Spiritual Practices

What are my spiritual practices now that I’m retired? No one in particular has asked me this question. My prayer sisters (especially one) keep on me about a church-going practice. But, no, I ask myself the question on this quiet day in November with the sun shining, Temma sitting beside me in her wheelchair looking tired.

Greeting Temma each morning, fixing her breakfast and my own, sitting beside her bed feeding her and myself, is one of my spiritual practices. I’m reminded of Sr. Kathleen, one of the speakers at a five-day Spiritual Academy I attended some years ago. One evening I sat by her at dinner and in our conversation shared that along with being an ordained clergy in the UMC I’m also the parent and guardian of an adult daughter with disabilities—severe and profound disabilities as the medical field labels it. The next day when Sr, Kathleen spoke with the group she called me out as one who is engaging the spiritual practice of greeting and caring with her daughter each morning. I was dumbfounded and tear-struck. No one had ever described my routine with Temma a spiritual practice. Not a practice that I chose out of some book, it chose me more like it. Maybe that’s what makes it a spiritual practice?

I’ve been engaging another spiritual practice in retirement of writing with pen and paper, my story with Temma. Its slow going. I’ve been working on this memoir for the last ten years or more, always on computer, small pieces that I write and edit and refine, sending them to magazines or contests, including some of them in sermons. But never have I gone on and on, writing the complete story in longhand, telling myself not to go back but forward. I’m into my second notebook now. I figure about 75,000 words I have of a ”shitty first draft” as the writer Anne Lamott coined it. I’m learning so much about myself. For one thing, how most days I’d rather do anything else than continue writing. (Anne Lamott describes that too.) It becomes a spiritual practice and I’m learning to listen more attentively than ever before.

Another spiritual practice I’ve been engaging is an every other day three to four mile walk in Busse Woods, a beautiful forest preserve very near to where we make our home now. The discipline of exercise is not altogether new, it’s the place and my practice of attention to it. There’s a large lake in the part of the preserve where I make my walk. It’s beautiful. My sighting of snow-white egret(s) has become an anticipated event. Of course, the egret(s) have left for the season, but I feel like I’m still seeing and speaking with her/them from far away. I’m coming to know the turn in the trail here, the tree that explodes into fire there, the place where a woodpecker will often show up here. It’s becoming my prayer geography and the egret a sighting of the Spirit. I look forward to their return. In the meantime I keep walking.

Two persons of Trinity showed up!

2 thoughts on “Spiritual Practices

  1. It’s cool that you use walking as a spiritual practice. A lot of people think that spiritual practices need to be religious or involve meditation, but there are plenty of things we can do to enrich our spiritual lives. Anyway, thanks for this post!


> [REQUIRED ACTION]
Lines where the string "Learn" appears are to be copied from the entries below.

> [RECORDS FOR PROCESSING]

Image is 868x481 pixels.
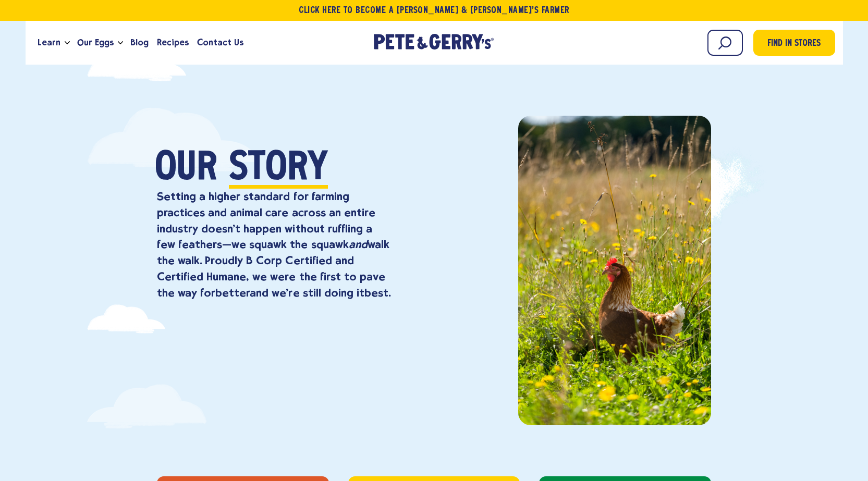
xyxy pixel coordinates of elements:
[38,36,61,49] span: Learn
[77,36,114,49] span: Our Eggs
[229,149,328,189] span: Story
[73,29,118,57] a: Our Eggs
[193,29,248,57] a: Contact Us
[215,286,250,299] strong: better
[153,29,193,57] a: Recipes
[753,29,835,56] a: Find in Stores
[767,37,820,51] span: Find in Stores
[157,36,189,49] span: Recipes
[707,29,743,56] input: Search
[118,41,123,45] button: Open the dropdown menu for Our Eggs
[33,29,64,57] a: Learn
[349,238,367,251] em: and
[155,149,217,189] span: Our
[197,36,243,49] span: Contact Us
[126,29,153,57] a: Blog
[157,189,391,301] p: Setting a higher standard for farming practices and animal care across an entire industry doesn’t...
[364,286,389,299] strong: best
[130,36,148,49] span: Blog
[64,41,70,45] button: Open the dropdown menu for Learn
...
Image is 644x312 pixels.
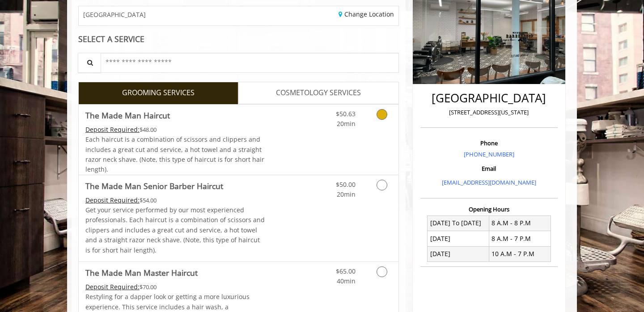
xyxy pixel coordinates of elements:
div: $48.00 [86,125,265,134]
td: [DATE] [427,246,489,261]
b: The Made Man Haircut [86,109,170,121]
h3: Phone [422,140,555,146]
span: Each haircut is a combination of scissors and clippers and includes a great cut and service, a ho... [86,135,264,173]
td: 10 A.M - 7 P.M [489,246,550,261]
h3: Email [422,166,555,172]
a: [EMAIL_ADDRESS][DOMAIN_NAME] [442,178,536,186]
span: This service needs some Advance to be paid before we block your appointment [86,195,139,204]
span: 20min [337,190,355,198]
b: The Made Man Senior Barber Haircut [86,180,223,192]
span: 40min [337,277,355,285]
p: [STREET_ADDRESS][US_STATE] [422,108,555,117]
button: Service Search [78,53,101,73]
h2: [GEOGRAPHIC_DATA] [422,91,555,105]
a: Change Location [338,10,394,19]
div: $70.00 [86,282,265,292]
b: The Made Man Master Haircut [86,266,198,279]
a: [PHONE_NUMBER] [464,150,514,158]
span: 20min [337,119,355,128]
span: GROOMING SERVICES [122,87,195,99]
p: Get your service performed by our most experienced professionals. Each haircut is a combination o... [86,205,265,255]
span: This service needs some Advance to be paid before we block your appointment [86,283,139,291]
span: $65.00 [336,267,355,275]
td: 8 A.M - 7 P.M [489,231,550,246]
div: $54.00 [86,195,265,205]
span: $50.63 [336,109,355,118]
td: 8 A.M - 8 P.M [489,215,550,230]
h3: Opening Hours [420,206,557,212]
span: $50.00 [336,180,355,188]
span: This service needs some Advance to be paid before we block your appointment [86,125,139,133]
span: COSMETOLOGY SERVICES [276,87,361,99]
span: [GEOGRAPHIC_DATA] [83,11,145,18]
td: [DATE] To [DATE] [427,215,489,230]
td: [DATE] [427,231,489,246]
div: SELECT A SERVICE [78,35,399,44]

> [YOUR RESPONSE]
[38,36,61,49] span: Learn
[33,29,64,57] a: Learn
[64,41,70,45] button: Open the dropdown menu for Learn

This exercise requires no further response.